Ah yes, the FCB1010 pedal. Oh how I have salivated over this pedal for months, seeing as how it is the only MIDI foot controller out there, seemingly, that has as many options. The one that is built by Native Instruments for Guitar Rig, only has one expression pedal. The FCB has two. And it also has 10 footswitches and ten different preset banks, effectively giving you 100 programmable buttons. My feet will never know what to do with themselves. The trick with the FCB1010 though is that you have to program each of these buttons individually. And you either have to do it with a complex series of button taps or with a software editor (free on PC, but not on the Mac, so I've been editing my presets using the PC and then switching over to the Mac). I'm still in the process of programming the pedals and have yet to see it work with Mainstage.

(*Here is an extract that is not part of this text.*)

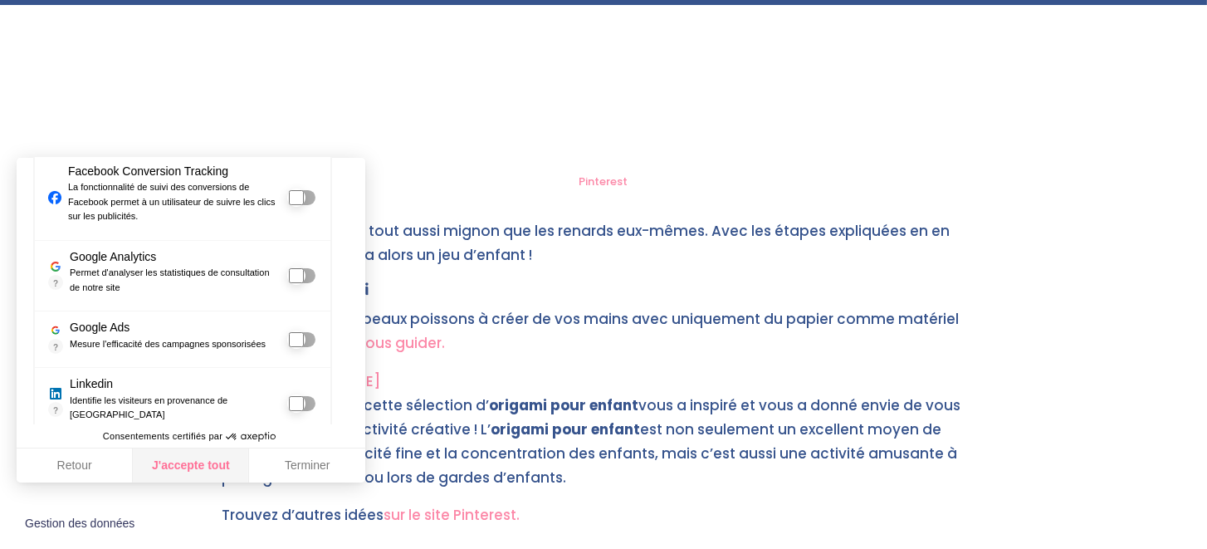 The height and width of the screenshot is (549, 1207). What do you see at coordinates (75, 466) in the screenshot?
I see `button: Retour` at bounding box center [75, 466].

Mainstage still isn't recognizing the footswitches when I tap them but I think I know what I have to do now. It's all a matter of being at home where I can test these things with the actual pedal. I can read and watch tutorials all I want here at work but without actually having the pedal in front of me I can't see if these methods actually work.
But I'm getting closer. I can feel it. I just watched this batch of
tutorials and I feel like it's all starting to make sense to me what I'm going to have to do. The trick was setting myself simple tasks, like learn how to program the footswitches on the FCB1010 to send MIDI program changes, get the pedal to work with Guitar rig as a standalone plug in, set up Mobius in Mainstage, learn how to map controls in Mainstage to FCB1010. This is all technical stuff but I promise I'll make an effort to make sense of all of this in a later entry. For now, my brain is fried and I must go.